John’s voice faded, as if he had taken the phone away from his face. Thomas couldn’t quite hear him. It sounded like he was giving instructions to someone else in the car, but no second voice answered. Then, suddenly, he was back. “You know what I want for Christmas this year? Old times.”

“Old times?”

“You heard me.” John was talking softly now. “I want, fucking, old times.”

Maybe John was drinking. On the road, and drinking. Thomas saw that Sarah was coming back from the food-mart, holding two cups of coffee. He got out of the truck, pointed to the phone, signaled that she should get back in.

“You still there, Pops?” John said. “Still there?”

“I heard you,” Thomas said. He was walking, now, away from the truck, and away from Zachary. The traffic on the road, suddenly busy, made a wet noise that kept him from hearing John clearly. “Old times.”

“That,” John said, “and I want to see that doctor you’ve got above the garage.”

Thomas stopped. He was fifty feet from the road. He looked, saw his truck, and the trailer, but couldn’t see Sarah in the cab.

John’s voice was picking up strength. “Right? Maybe spend the night over there. See if she can tell me why this, shit keeps happening to me.”

Thomas drew a deep breath, and felt the cold on the back of his throat. He shifted the phone from one hand to the other. “I don’t think so, John,” he said, and shoved his cold hand into his jacket pocket. “I don’t think so.”

“And why not?” John said.
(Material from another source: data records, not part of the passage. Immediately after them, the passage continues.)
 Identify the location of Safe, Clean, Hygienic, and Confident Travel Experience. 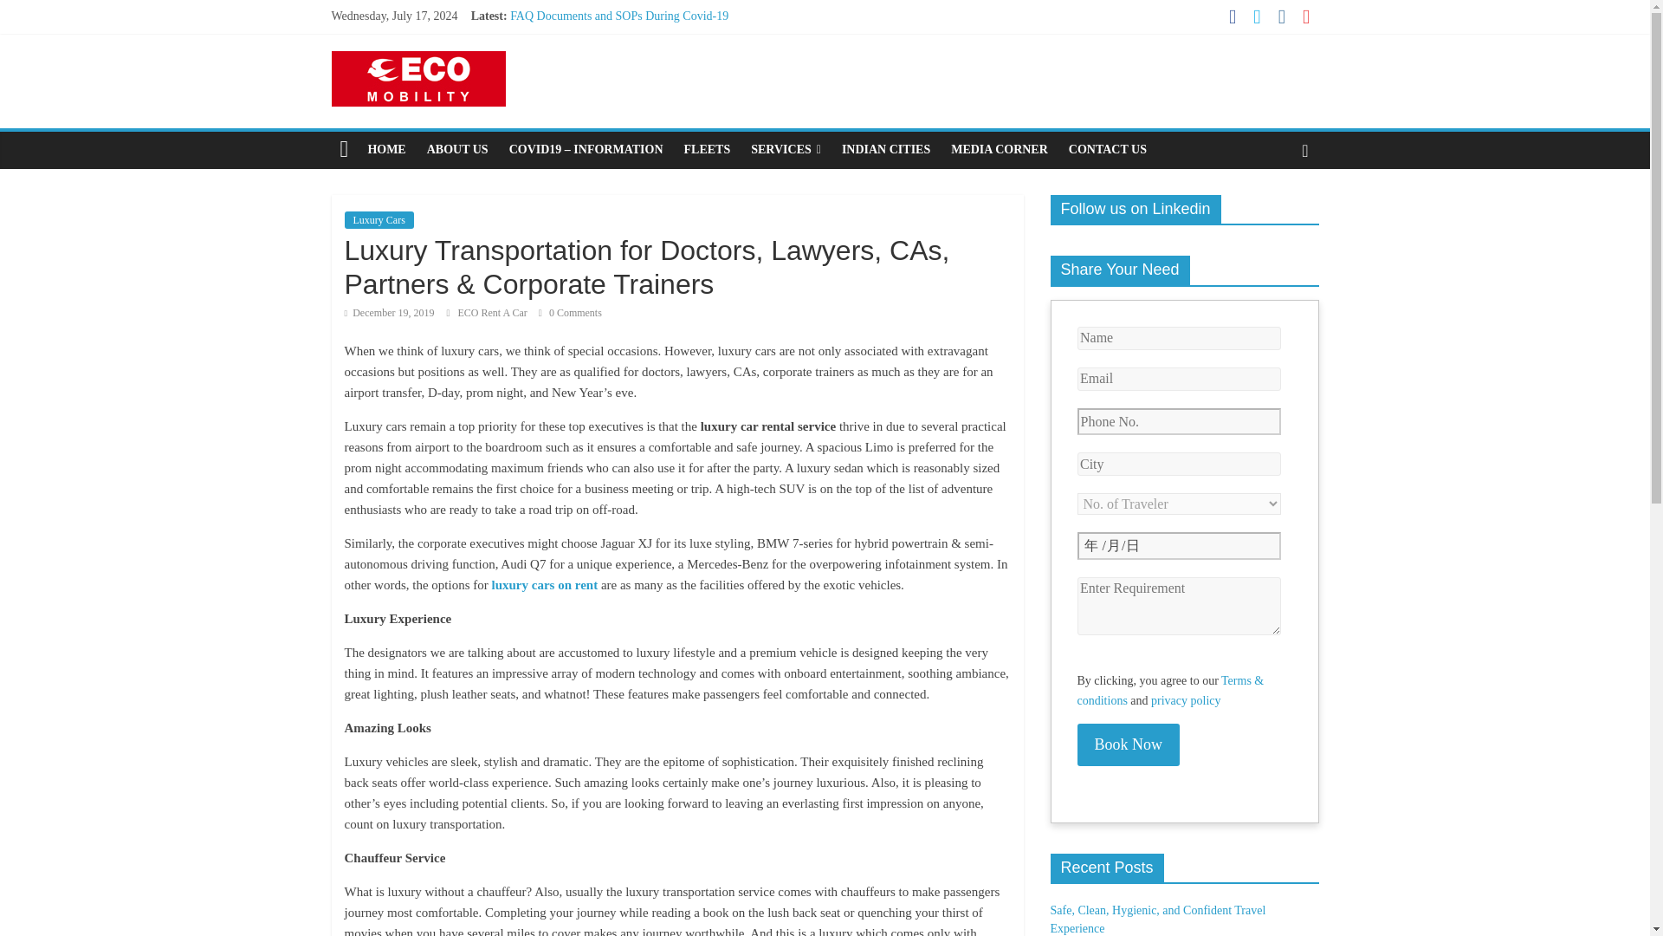
(646, 35).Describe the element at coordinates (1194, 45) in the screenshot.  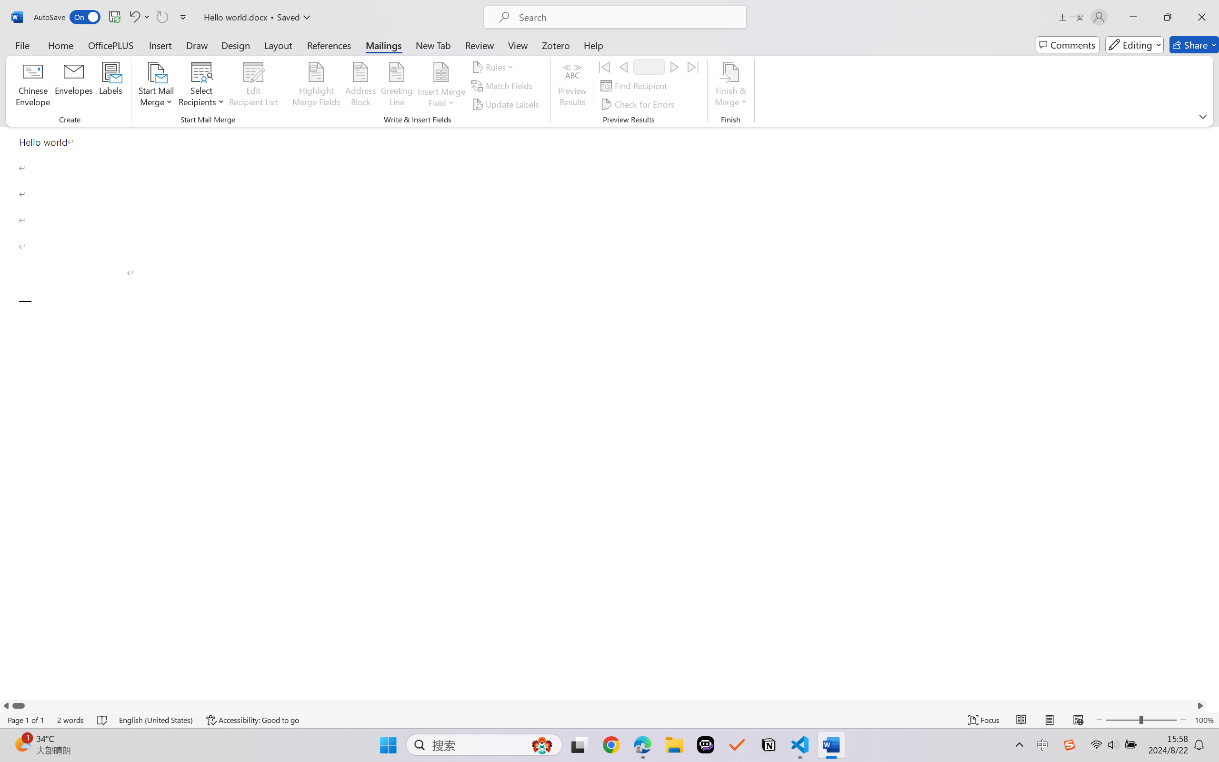
I see `Share` at that location. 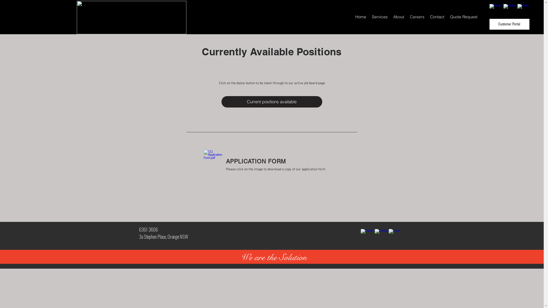 What do you see at coordinates (131, 18) in the screenshot?
I see `download.jpeg` at bounding box center [131, 18].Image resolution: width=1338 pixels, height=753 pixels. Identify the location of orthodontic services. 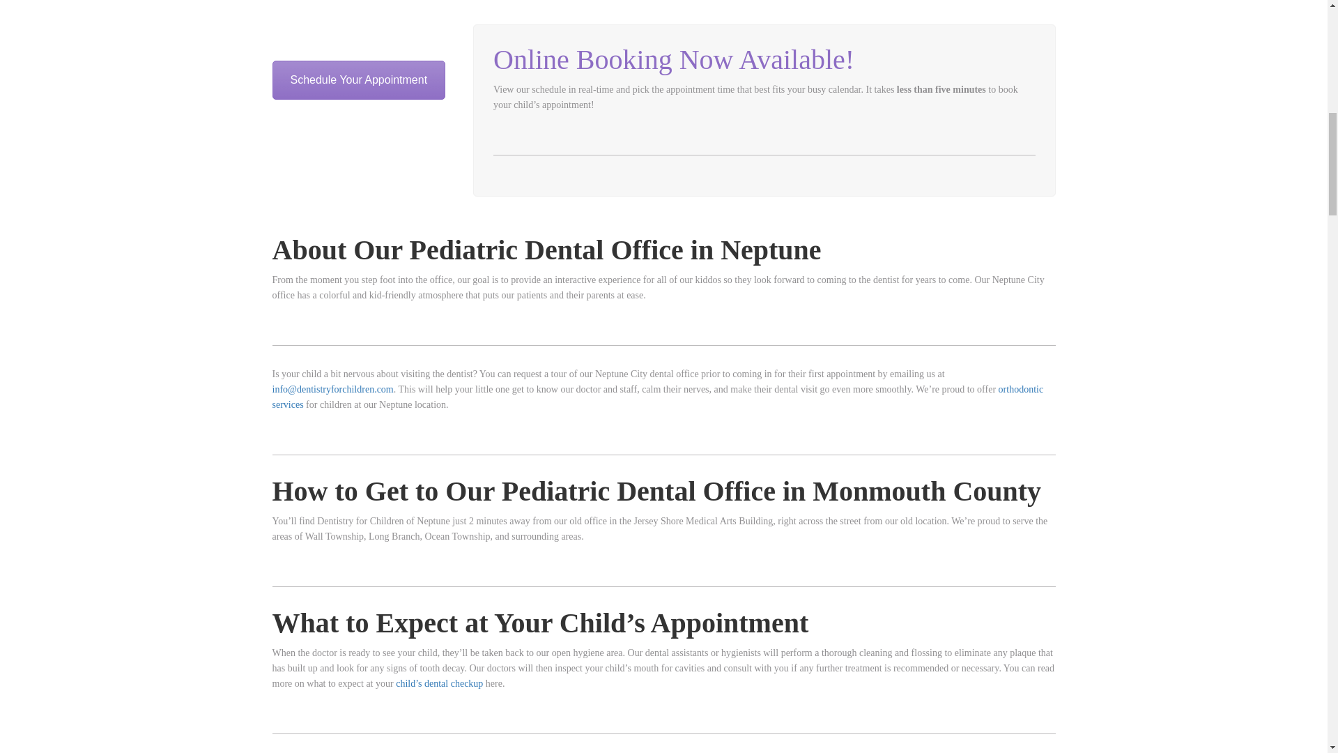
(657, 396).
The radio in his car was suddenly silent. “Isn’t she perfect for me? Isn’t that what you want?”

“No,” Thomas said. “No, John, she’s not.”

“Well,” he said, “I’m single and available, and I’ll be there soon. I want answers. This is fresh stuff I’m talking about here. Heartache. I think we all want answers.”
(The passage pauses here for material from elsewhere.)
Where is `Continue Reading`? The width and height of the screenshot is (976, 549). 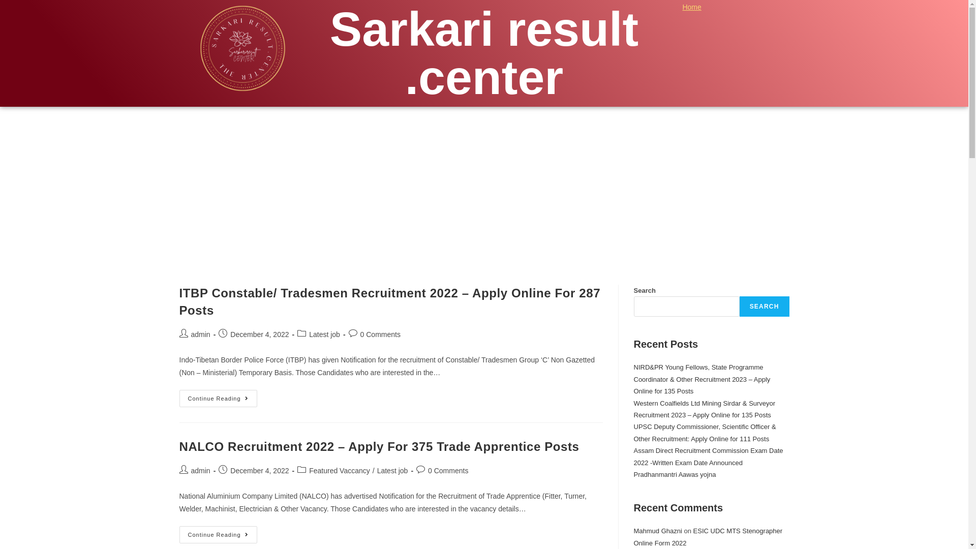 Continue Reading is located at coordinates (218, 535).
“You’ve got—” Thomas began, but stopped. His jacket felt tight. He had nothing to say.

“Well, look at that,” John said. “That doesn’t sound like a nod from here.”
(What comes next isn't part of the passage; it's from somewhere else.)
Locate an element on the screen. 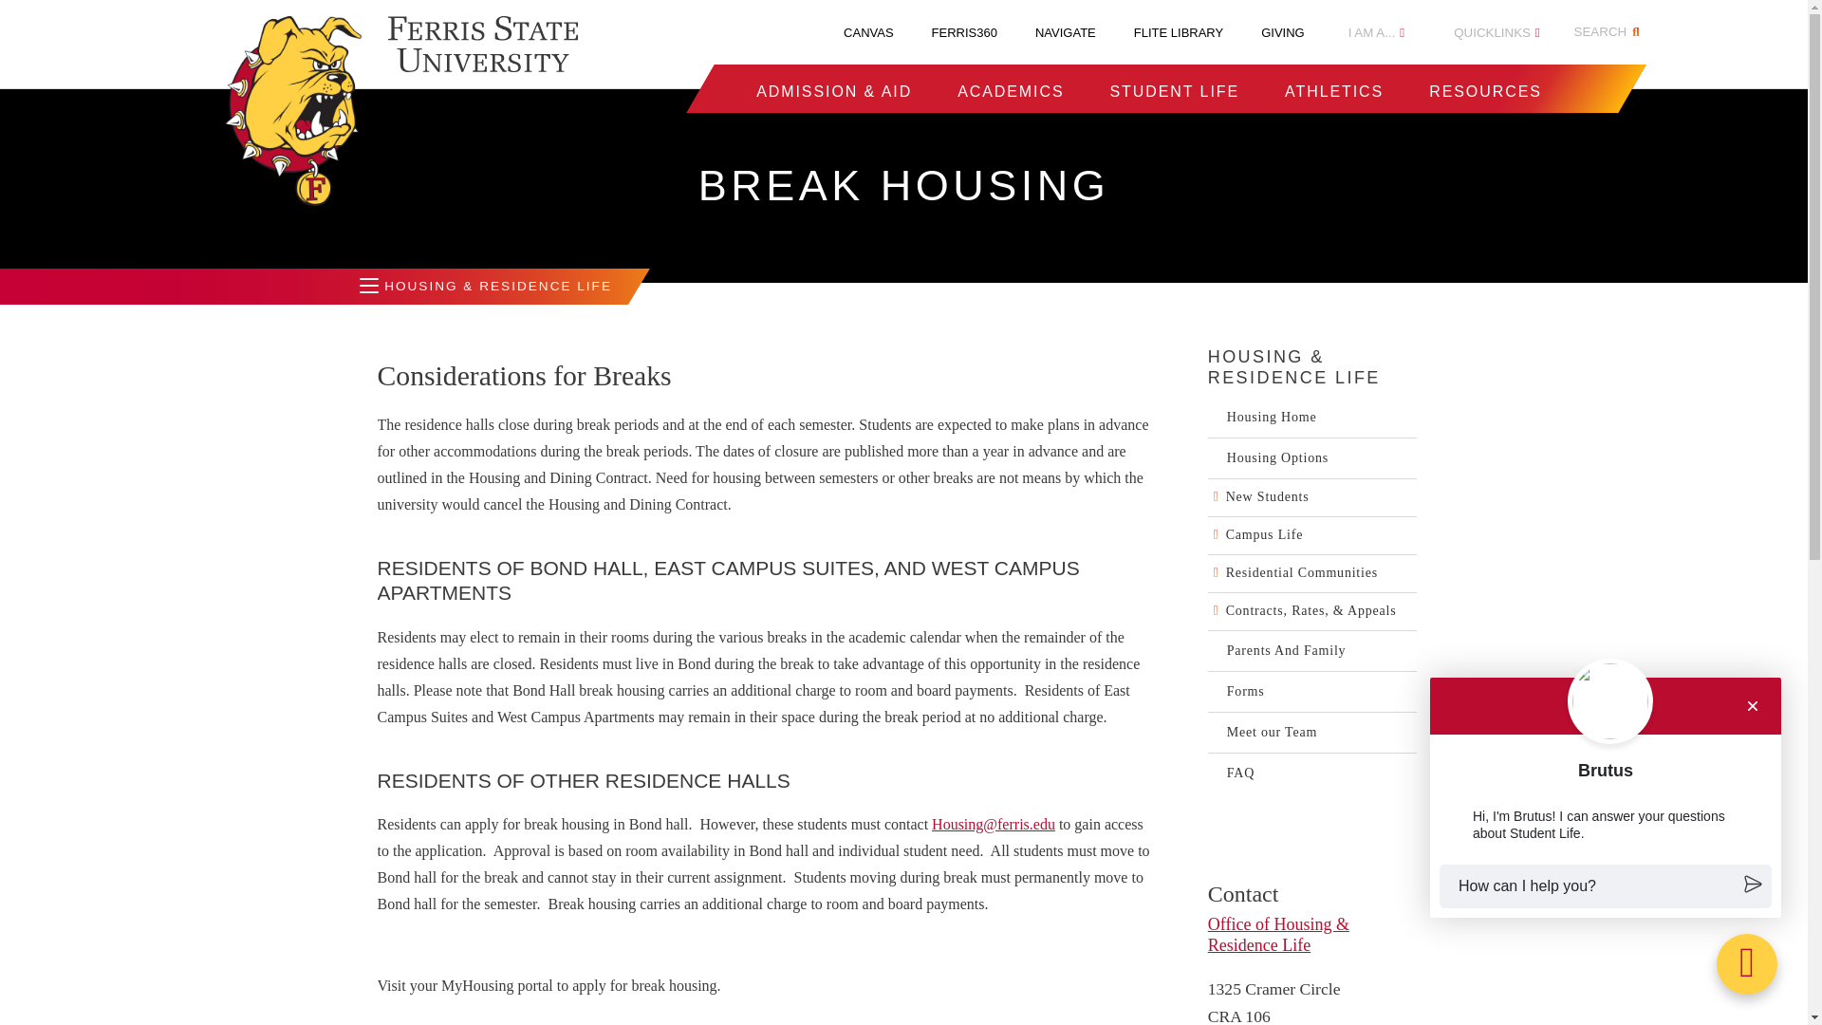  GIVING is located at coordinates (1282, 32).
Thomas felt a pressure in his ears, a dull pain that began at his jaw and clustered at his temple. He pulled the phone away from his head. John was still talking. For what felt like years Thomas had endured nights of badgering like this, had waded into an endless abyss of silent listening. He’d cajoled and placated John; dodged his accusations, done what he could to mitigate the self-pity and anger as John went up and down, even though it was never clear to Thomas where he’d slipped up as a parent and a friend, where he’d fallen short. He’d come to terms with feeling responsible for things not working out the way they were supposed to. For John not working out the way he was supposed to. He absorbed everything John said like a distant dark star so it wouldn’t radiate any farther than it already did. Beyond that, he didn’t know what to do. But there must be a limit to all of this. He swallowed a shoot of saliva, and brought the phone back to his ear.

“Give me one reason she isn’t,” John said. “I can wait.” There was no mistaking his tone, this time. It was a threat. The texture of John’s voice on the phone sounded different to Thomas—it had become thicker, angrier. Thomas could feel desperation rising in his body. They had been approaching this moment for a long time now, and it had finally arrived. It was clear: this kid—their son—he would take everything if they let him. And he would keep taking. The desperation was turning to panic. Perhaps he and Joan were to blame for all of this, perhaps that was true. Perhaps they could have tried harder to help their son. Perhaps they had tried too hard. But that would have to wait. For now, the connection with John needed to be cut. Thomas looked up the road, back from where they’d come. At the end of it was their home. At the end of it there was a language John would understand. “Because, John,” he said, and took a breath. “Because she’s mine.”